Читаем The Big Meow полностью

At least that was Rhiow’s first sense of what was happening. It was like being in a building that had been hit by a truck. But they were not in a building, and there were no trucks, and the shock nevertheless went right up through her legs and jolted her so that she nearly fell over where she stood. Half in panic, she staggered and tried to get back her balance, staring around at the others. Arhu and Siff’hah were crowded together, half supporting each other, their ears back and all their fur standing on end: Urruah’s tail was fluffed out to easily five times its normal size: Jath’s eyes were so wide that Rhiow thought they were going to pop out of his head. “What in the Queen’s Name was that?” Rhiow said, shaking all over as she managed to stand upright again.

“Only a little one,” Aufwi said. Not only had he not fallen over, he was still up on his haunches with his claws in the gate’s strings: as she watched, he pulled out the “master function” hyperstring and twisted it until the weave of the gate faded to nearly nothing in the bright air, signaling its deactivated mode. “No problem.”

Rhiow’s eyes went wide. “That was an earthquake? A little earthquake? Powers that Be preserve us from a big one!”

“That’s what we’re working on,” Aufwi said. The sheerly unruffled quality of his demeanor astonished her. He gets nervous about being yowled at a little, but the world moves under him and he shrugs his tail? Rhiow thought. “Seriously, Rhiow, that one wasn’t bad. I’d make it no more than, oh, a four point five.” His face was as casual as that of a Person asked to rate a given brand of People food. “These little short-sharp-shock ones are no big deal: one bang and it’s all over. You want a quake, you want one of the ones where the ground sort of rolls underneath you, the ones with the big transverse waves–”

“I do not want them,” Rhiow said, “any of them, thank you very much!” She looked all around her. “I thought I heard some things falling–”

“Oh, sometimes a piece of stucco’ll fall off down here,” Aufwi said. “But not much more. The ehhif who built these houses, they were smart – they knew what they were dealing with. Nothing more than a storey or two high, small windows, long low buildings that hug the ground so there’s not so far to fall–”

“They’ll have felt this where the buildings are a lot taller,” Urruah said, glancing westward to where the towers and spires of “downtown” Los Angeles rose.

Aufwi put his head to one side, listening to the Whisperer. “No serious damage,” he said after a moment. “Some cracks in walls, some minor injuries from things falling on People or ehhif. And things look all right around here.” He looked up at the bright sky, waved his tail. “’Just another day in Paradise…’”

Rhiow had her doubts that this was anything like Timeheart, either the ehhif version or her own, if such occurrences were commonplace. And without warning, the hair stood up all over her again. Oh, stop that, what’s the matter with me today –

Something kicked the world again: and this time, the kick felt much harder. Rhiow’s heart felt like it was seizing inside her. Knowing what was happening wasn’t making the experience any easier to deal with: it was making it worse. Rhiow wanted to yowl in terror, and barely managed to restrain herself as she staggered for balance. Iau Queen of Everything, help me hang on —

“Aftershock – !” Aufwi said, as Rhiow and the others tried to keep from falling over. “Don’t worry, only four point one or so that time – “

In front of them, the near-invisible gate shivered all over like the back of a Person who’d been bitten by a flea. The gate’s weft writhed, puckered, writhed again –

Someone came through and fell to the ground.

They all stared.

It was a Person. He was black all over, nearly as black as Rhiow, but exposure to much sun or the natural cast of his coat was letting all the usually-concealed tabby markings show through the darkness of the fur. He was dusty and rather thin, a long-faced, long-legged tom with tilted brass-yellow eyes. “Oh, thank Iau,” he said, gasping as if with exertion as he picked himself up, “I got it right. I didn’t want to keep you waiting. I didn’t, did I? There’s no time to lose – “

He had the air of a Person hanging on with every claw to keep himself from going frantic. His tongue went in and out over his nose three or four times in a row as he tried to get his composure, staring around him. “But it’s really going to be all right now,” the tom said then, looking from one to another of them, and last of all his eyes came to rest on Rhiow. “I made it. I’m here. I’m on errantry, and in need and haste I greet you – “

It was a form of the Avedictory that Rhiow had only rarely heard used — the one meant to convey utmost urgency. “Cousin,” she said, “tell us your name, and tell us how we can help you.”

“Hwaith,” he said. “I’m Hwaith. Our gate is malfunctioning, the LA gate – “

“But it’s fine,” Aufwi said, glancing up at it.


▶ Problem to work on: In the material below, the lines from the one containing "report man location." through the one containing "In a 1024 x" are to be given again exactly, ends included, and no others.

▶ Records supplied:

####

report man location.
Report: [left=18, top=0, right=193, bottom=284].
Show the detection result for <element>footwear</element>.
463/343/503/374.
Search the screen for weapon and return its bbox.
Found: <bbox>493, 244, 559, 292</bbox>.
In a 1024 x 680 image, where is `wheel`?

####

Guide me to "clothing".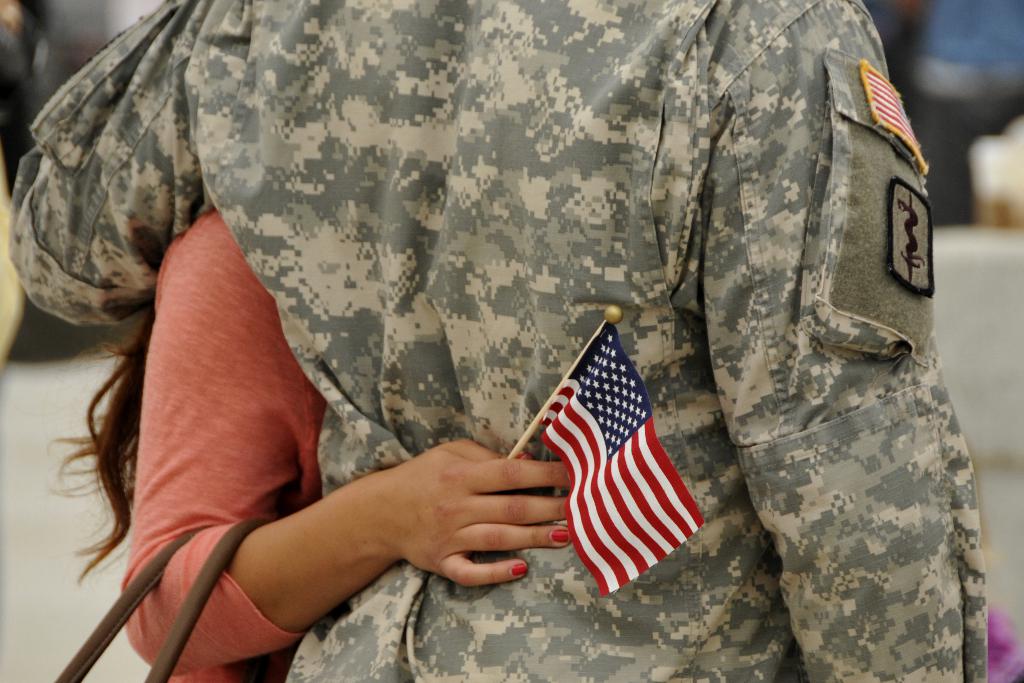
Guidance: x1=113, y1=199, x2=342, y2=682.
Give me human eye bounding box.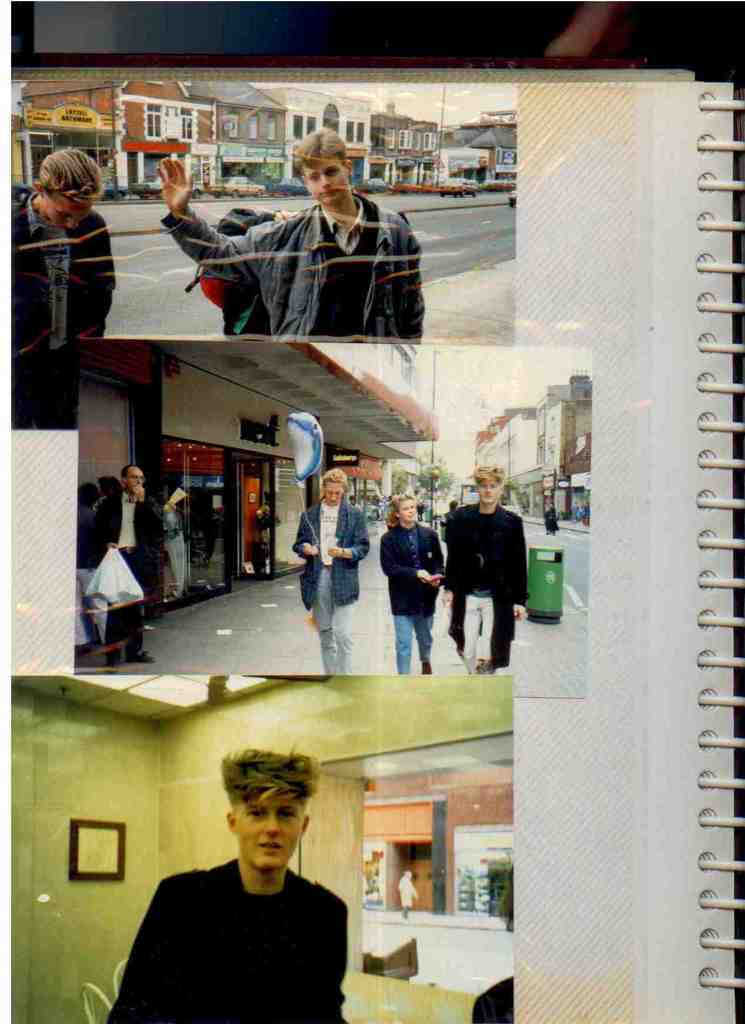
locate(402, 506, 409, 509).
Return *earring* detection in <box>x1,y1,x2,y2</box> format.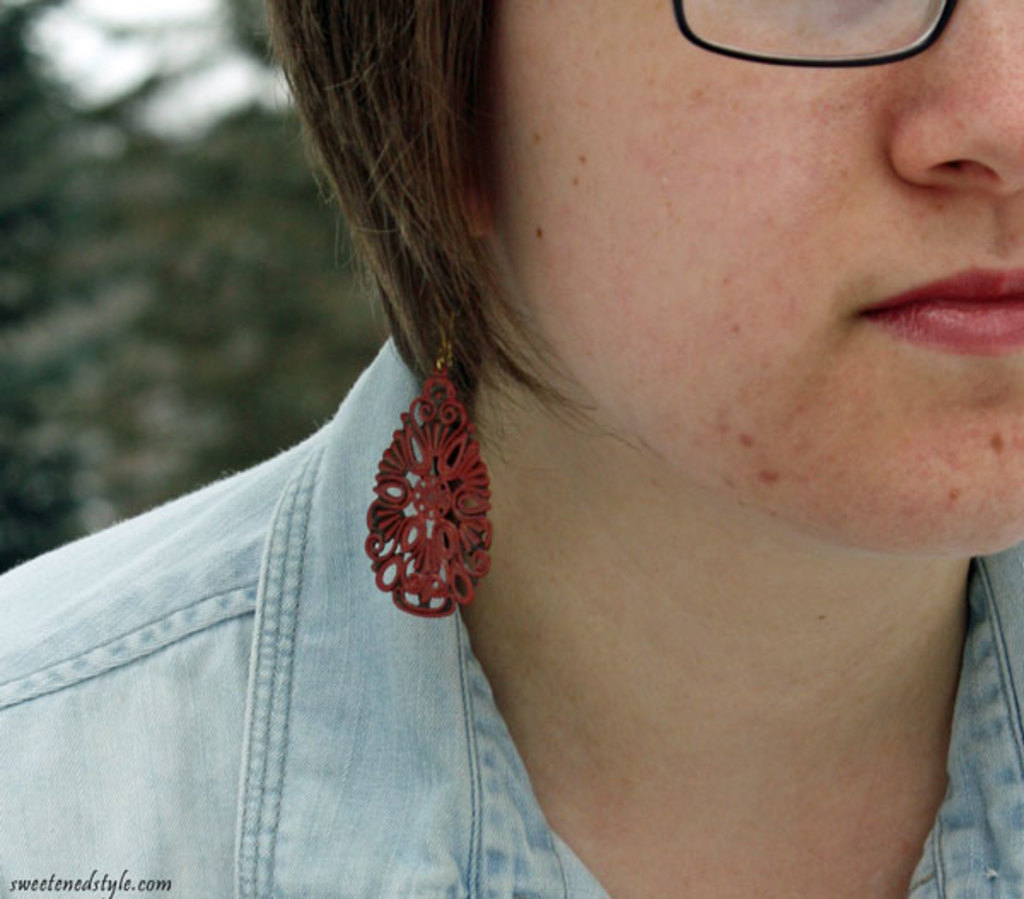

####

▶ Response area:
report man location.
Report: [left=18, top=0, right=193, bottom=284].
Show the detection result for <element>footwear</element>.
463/343/503/374.
Search the screen for weapon and return its bbox.
Found: <bbox>493, 244, 559, 292</bbox>.
In a 1024 x 680 image, where is `wheel`?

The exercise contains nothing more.